Increase access to and views of nature. The healing power of nature is a real thing. Skull caps with electrodes can measure brain activity and show that exposure to nature profoundly changes how we function.
A few examples… After participating in gardening projects, prison inmates had measurably reduced hostility. In low income housing, comparing green properties with ample trees vs. barren properties with no trees, the treed sites won every test, including better performance on test scores, mental fatigue, and attention span.
Nature attracts people to be outdoors. We are biophilic – hard-wired to like and be happier surrounded by nature. (Check this out for an explanation of biophilic design.) It reduces stress levels, encourages us to talk with neighbors, and develops a stronger social bond.
This healing power of nature works on three levels: direct access to nature, views of nature, and bringing the natural world indoors.
If you have access to green space, trail systems, water features, etc., use it! Map it, market it, make it easy to use.
Look at your viewshed from windows in common spaces and from windows in the dwelling spaces. You may not own all of it, but can you improve that part that you do own?
And inside, how can you bring natural plants into your space? In dark halls, even natural landscape artwork and photography can do wonders.
BONUS STRATEGY: Ditch the Roundup.
There are better approaches to weed control. These include native and complimentary plantings, horticultural vinegar, and other nontoxic solutions.
Besides the real health risks related to exposure, you don not want to be on the wrong side of history when a resident or employee questions why they have been exposed for all these years by living or working on the property.
Do yourself a favor and just stop.
Small Changes.

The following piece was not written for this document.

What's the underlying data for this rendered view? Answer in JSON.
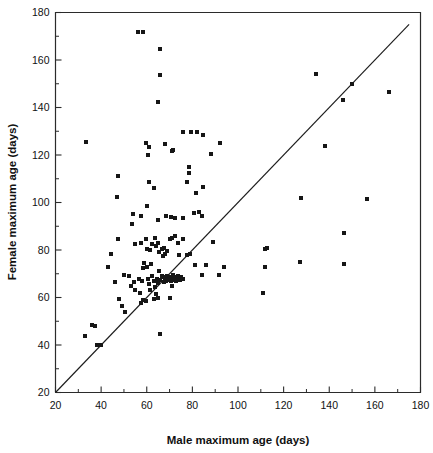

Big Impact.
So there you have it, my top five (or six) easiest strategies for making good health the easy choice for residents. None of them are earth shattering.
But small changes can have a big impact. Ask yourself which has a greater impact on health in rental housing: a clinic for low income kids with asthma? Or the housing professional that replaces carpet with no VOC flooring and eliminates the asthma triggers altogether?
Health supporting buildings play a key role in decreasing the burden of chronic disease in our communities. As developers and property managers, YOU rig the environment in the residents’ favor, making good health in rental housing a real choice.